Experimental Researches in Electricity, Volume 1 eBook

This eBook from the Gutenberg Project consists of approximately 775 pages of information about Experimental Researches in Electricity, Volume 1.

Experimental Researches in Electricity, Volume 1 eBook

This eBook from the Gutenberg Project consists of approximately 775 pages of information about Experimental Researches in Electricity, Volume 1.
for a moment, still the analogy of air to metal is, electrically considered, so small, that instead of the former replacing the latter (462.), an effect the very reverse might have been expected.  Or if even that were allowed, the experiment with water (495.), at once sets the matter at rest, the decomposing pole being now of a substance which is admitted as competent to transmit the assumed compound of electricity and matter.

508.  With regard to the views of MM.  Riffault and Chompre (485.), the occurrence of decomposition alone in the course of the current is so contrary to the well-known effects obtained in the forms of experiment adopted up to this time, that it must be proved before the hypothesis depending on it need be considered.

509.  The consideration of the various theories of electro-chemical decomposition, whilst it has made me diffident, has also given me confidence to add another to the number; for it is because the one I have to propose appears, after the most attentive consideration, to explain and agree with the immense collection of facts belonging to this branch of science, and to remain uncontradicted by, or unopposed to, any of them, that I have been encouraged to give it.

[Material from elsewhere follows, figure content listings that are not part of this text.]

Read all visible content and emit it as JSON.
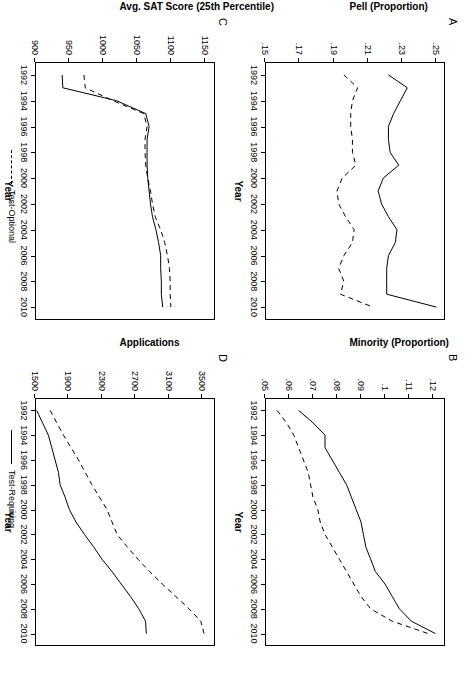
{
  "figure": {
    "panels": [
      "A",
      "B",
      "C",
      "D"
    ],
    "xlabel": "Year",
    "x_ticks": [
      "1992",
      "1994",
      "1996",
      "1998",
      "2000",
      "2002",
      "2004",
      "2006",
      "2008",
      "2010"
    ],
    "xlim": [
      1991,
      2011
    ],
    "legend": [
      {
        "label": "Test-Optional",
        "style": "dashed"
      },
      {
        "label": "Test-Requiring",
        "style": "solid"
      }
    ],
    "line_color": "#000000"
  },
  "chart_data": [
    {
      "type": "line",
      "panel": "A",
      "title": "A",
      "xlabel": "Year",
      "ylabel": "Pell (Proportion)",
      "xlim": [
        1991,
        2011
      ],
      "ylim": [
        0.15,
        0.255
      ],
      "y_ticks": [
        0.25,
        0.23,
        0.21,
        0.19,
        0.17,
        0.15
      ],
      "y_tick_labels": [
        ".25",
        ".23",
        ".21",
        ".19",
        ".17",
        ".15"
      ],
      "x": [
        1992,
        1993,
        1994,
        1995,
        1996,
        1997,
        1998,
        1999,
        2000,
        2001,
        2002,
        2003,
        2004,
        2005,
        2006,
        2007,
        2008,
        2009,
        2010
      ],
      "grid": false,
      "legend_position": "below-figure",
      "series": [
        {
          "name": "Test-Requiring",
          "style": "solid",
          "values": [
            0.222,
            0.233,
            0.229,
            0.225,
            0.222,
            0.222,
            0.223,
            0.228,
            0.219,
            0.216,
            0.218,
            0.222,
            0.227,
            0.226,
            0.222,
            0.221,
            0.221,
            0.221,
            0.25
          ]
        },
        {
          "name": "Test-Optional",
          "style": "dashed",
          "values": [
            0.196,
            0.204,
            0.201,
            0.2,
            0.2,
            0.201,
            0.201,
            0.203,
            0.195,
            0.192,
            0.193,
            0.197,
            0.202,
            0.201,
            0.196,
            0.193,
            0.196,
            0.194,
            0.213
          ]
        }
      ]
    },
    {
      "type": "line",
      "panel": "B",
      "title": "B",
      "xlabel": "Year",
      "ylabel": "Minority (Proportion)",
      "xlim": [
        1991,
        2011
      ],
      "ylim": [
        0.05,
        0.125
      ],
      "y_ticks": [
        0.12,
        0.11,
        0.1,
        0.09,
        0.08,
        0.07,
        0.06,
        0.05
      ],
      "y_tick_labels": [
        ".12",
        ".11",
        ".1",
        ".09",
        ".08",
        ".07",
        ".06",
        ".05"
      ],
      "x": [
        1992,
        1993,
        1994,
        1995,
        1996,
        1997,
        1998,
        1999,
        2000,
        2001,
        2002,
        2003,
        2004,
        2005,
        2006,
        2007,
        2008,
        2009,
        2010
      ],
      "grid": false,
      "legend_position": "below-figure",
      "series": [
        {
          "name": "Test-Requiring",
          "style": "solid",
          "values": [
            0.064,
            0.07,
            0.075,
            0.075,
            0.078,
            0.081,
            0.084,
            0.086,
            0.088,
            0.09,
            0.091,
            0.092,
            0.094,
            0.096,
            0.1,
            0.103,
            0.106,
            0.111,
            0.121
          ]
        },
        {
          "name": "Test-Optional",
          "style": "dashed",
          "values": [
            0.055,
            0.059,
            0.062,
            0.064,
            0.066,
            0.068,
            0.069,
            0.07,
            0.072,
            0.073,
            0.075,
            0.078,
            0.081,
            0.084,
            0.087,
            0.09,
            0.094,
            0.103,
            0.118
          ]
        }
      ]
    },
    {
      "type": "line",
      "panel": "C",
      "title": "C",
      "xlabel": "Year",
      "ylabel": "Avg. SAT Score (25th Percentile)",
      "xlim": [
        1991,
        2011
      ],
      "ylim": [
        900,
        1165
      ],
      "y_ticks": [
        1150,
        1100,
        1050,
        1000,
        950,
        900
      ],
      "y_tick_labels": [
        "1150",
        "1100",
        "1050",
        "1000",
        "950",
        "900"
      ],
      "x": [
        1992,
        1993,
        1994,
        1995,
        1996,
        1997,
        1998,
        1999,
        2000,
        2001,
        2002,
        2003,
        2004,
        2005,
        2006,
        2007,
        2008,
        2009,
        2010
      ],
      "grid": false,
      "legend_position": "below-figure",
      "series": [
        {
          "name": "Test-Requiring",
          "style": "solid",
          "values": [
            940,
            941,
            1020,
            1063,
            1068,
            1065,
            1065,
            1065,
            1066,
            1068,
            1070,
            1073,
            1078,
            1082,
            1085,
            1085,
            1086,
            1086,
            1088
          ]
        },
        {
          "name": "Test-Optional",
          "style": "dashed",
          "values": [
            972,
            974,
            1015,
            1060,
            1065,
            1062,
            1062,
            1063,
            1066,
            1070,
            1073,
            1077,
            1085,
            1091,
            1095,
            1098,
            1099,
            1099,
            1100
          ]
        }
      ]
    },
    {
      "type": "line",
      "panel": "D",
      "title": "D",
      "xlabel": "Year",
      "ylabel": "Applications",
      "xlim": [
        1991,
        2011
      ],
      "ylim": [
        1500,
        3650
      ],
      "y_ticks": [
        3500,
        3100,
        2700,
        2300,
        1900,
        1500
      ],
      "y_tick_labels": [
        "3500",
        "3100",
        "2700",
        "2300",
        "1900",
        "1500"
      ],
      "x": [
        1992,
        1993,
        1994,
        1995,
        1996,
        1997,
        1998,
        1999,
        2000,
        2001,
        2002,
        2003,
        2004,
        2005,
        2006,
        2007,
        2008,
        2009,
        2010
      ],
      "grid": false,
      "legend_position": "below-figure",
      "series": [
        {
          "name": "Test-Requiring",
          "style": "solid",
          "values": [
            1520,
            1590,
            1660,
            1700,
            1740,
            1780,
            1800,
            1860,
            1910,
            1990,
            2090,
            2200,
            2300,
            2420,
            2530,
            2640,
            2740,
            2820,
            2830
          ]
        },
        {
          "name": "Test-Optional",
          "style": "dashed",
          "values": [
            1680,
            1760,
            1840,
            1930,
            2020,
            2100,
            2180,
            2270,
            2360,
            2420,
            2480,
            2600,
            2730,
            2870,
            3020,
            3180,
            3340,
            3480,
            3520
          ]
        }
      ]
    }
  ]
}
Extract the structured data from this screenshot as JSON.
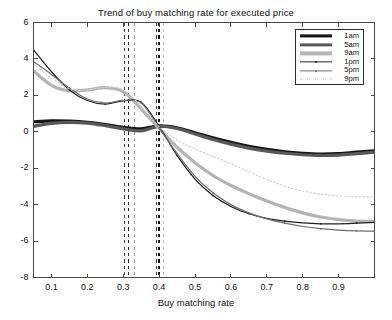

510.  Electro-chemical decomposition is well known to depend essentially upon the current of electricity.  I have shown that in certain cases (375.) the decomposition is proportionate to the quantity of electricity passing, whatever may be its intensity or its source, and that the same is probably true for all cases (377.), even when the utmost generality is taken on the one hand, and great precision of expression on the other (505.).

511.  In speaking of the current, I find myself obliged to be still more particular than on a former occasion (283.), in consequence of the variety of views taken by philosophers, all agreeing in the effect of the current itself.  Some philosophers, with Franklin, assume but one electric fluid; and such must agree together in the general uniformity and character of the electric current.  Others assume two electric fluids; and here singular differences have arisen.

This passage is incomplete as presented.